PDFs using CJK fonts with predefined encodings (e.g. GBK-EUC-H, 90ms-RKSJ-H, ETen-B5-H, KSCms-UHC-H) require CMap files that map character codes to CIDs. These are not embedded in the binary — they are loaded from the filesystem at runtime.

Search order:

  1. STET_CMAP_DIR environment variable — point to a directory containing CMap files (flat layout, e.g. $STET_CMAP_DIR/GBK-EUC-H)
  2. ~/.local/share/stet/CMap/ — user-local conventional location
  3. System poppler-data/usr/share/poppler/cMap/Adobe-*/ (Linux), Homebrew paths (macOS)
  4. System GhostScript/var/lib/ghostscript/CMap/ etc.

Setup by platform:

  • Linux: sudo apt install poppler-data (Debian/Ubuntu) or equivalent
  • macOS: brew install poppler-data
  • Windows / other: Download the Adobe CMap resources and either set STET_CMAP_DIR or place them in ~/.local/share/stet/CMap/

If a required CMap is not found, a warning is printed and CJK text in the affected font will not render correctly.

Crate Dependency Graph

stet-tiny-skia-path  Vendored fork of tiny-skia-path (BSD-3-Clause)
stet-tiny-skia       Vendored fork of tiny-skia — rasterizer (BSD-3-Clause)
     │
stet-fonts           No dependencies (geometry, font parsing, encoding)
     │
stet-graphics        Color types, display list, ICC, mesh shading
     │
stet-core            PS types, Context, VM stores, tokenizer, OutputDevice trait
     │
stet-ops             ~376 operator implementations
     │
stet-engine          Eval loop, parse_and_exec, exec_sync
     │
stet-render          stet-tiny-skia rasterizer, viewport rendering, PNG output
stet-pdf             PDF output device (display list → PDF)
stet-pdf-reader      PDF parser (PDF → display list) — independent of stet-core
stet-viewer          egui desktop viewer
stet (facade)        Batteries-included API with embedded resources
stet-cli             Binary entry point
stet-wasm            WebAssembly bindings (excluded from the main workspace)

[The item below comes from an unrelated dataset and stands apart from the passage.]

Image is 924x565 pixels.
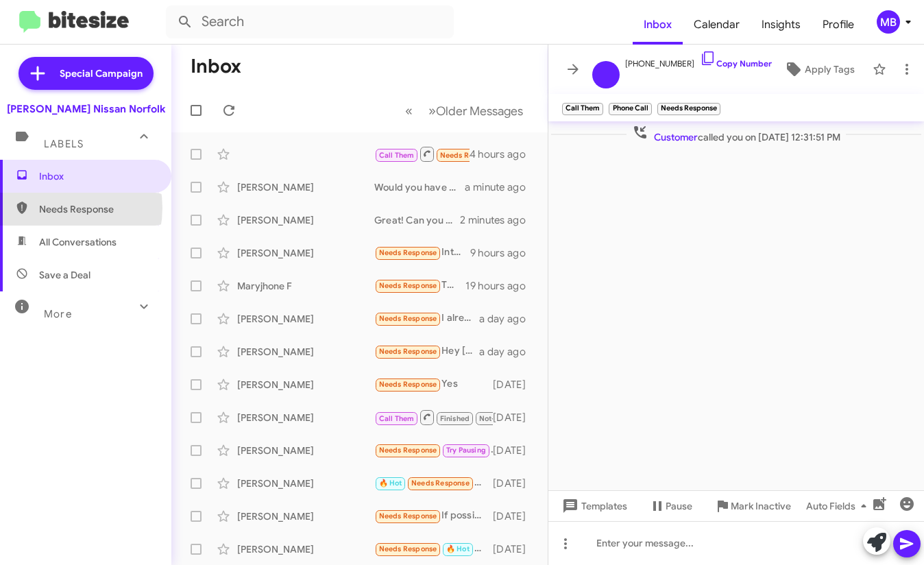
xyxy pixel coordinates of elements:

The two stet-tiny-skia* crates are vendored forks of the upstream tiny-skia / tiny-skia-path crates. They carry their own BSD-3-Clause licence (separate from the workspace's Apache-2.0 OR MIT) and are modified for stet's specific rasterisation needs.

Using Individual Crates

Not every stet crate is coupled to the PostScript interpreter. The workspace is layered so you can pick up just the pieces you need.

Zero PS-VM dependency — standalone building blocks:

Crate Internal deps What it gives you
stet-tiny-skia-path none Bezier path primitives (vendored, BSD-3)
stet-tiny-skia stet-tiny-skia-path Software rasterizer (vendored, BSD-3)
stet-fonts none Type 1 / CFF / TrueType parsing, PsPath, Matrix, AGL, encodings
stet-graphics stet-fonts DisplayList, DeviceColor, IccCache, mesh-shading parser
stet-pdf-reader stet-fonts, stet-graphics PDF → DisplayList; no PS interpreter involved

Output / rendering crates pull in stet-core for the OutputDevice trait, but do not pull in the interpreter (stet-ops, stet-engine):

Crate Internal deps What it gives you
stet-render stet-fonts, stet-graphics, stet-core, stet-tiny-skia DisplayList → RGBA (banded, viewport, ICC-aware)
stet-pdf stet-fonts, stet-graphics, stet-core DisplayList → PDF bytes

Interpreter-only crates that rarely make sense to depend on in isolation: stet-core (PS VM types), stet-ops (operator implementations), stet-engine (eval loop), stet-viewer (egui desktop viewer), stet-cli (binary), stet-wasm (wasm-bindgen glue).

Useful external combos:

  • Pure PDF viewer / rasterizer: stet-pdf-reader + stet-render — no PostScript VM involved.
  • PDF → PDF normaliser / rewriter: stet-pdf-reader + stet-pdf.
  • Custom output format (SVG, TIFF, accessibility tree): stet-pdf-reader + your own DisplayElement iterator — no rendering crate required at all.
  • Font-only workflows: stet-fonts on its own.
  • Batteries-included: the stet facade, which exposes PS interpretation, rendering, and PDF output behind feature flags.

The deliberate design choice worth highlighting: stet-pdf-reader has no dependency on stet-core. The full PDF parser can be linked without the PostScript VM, operator system, or eval loop — it produces the same DisplayList type that the interpreter produces, and every downstream consumer treats them identically.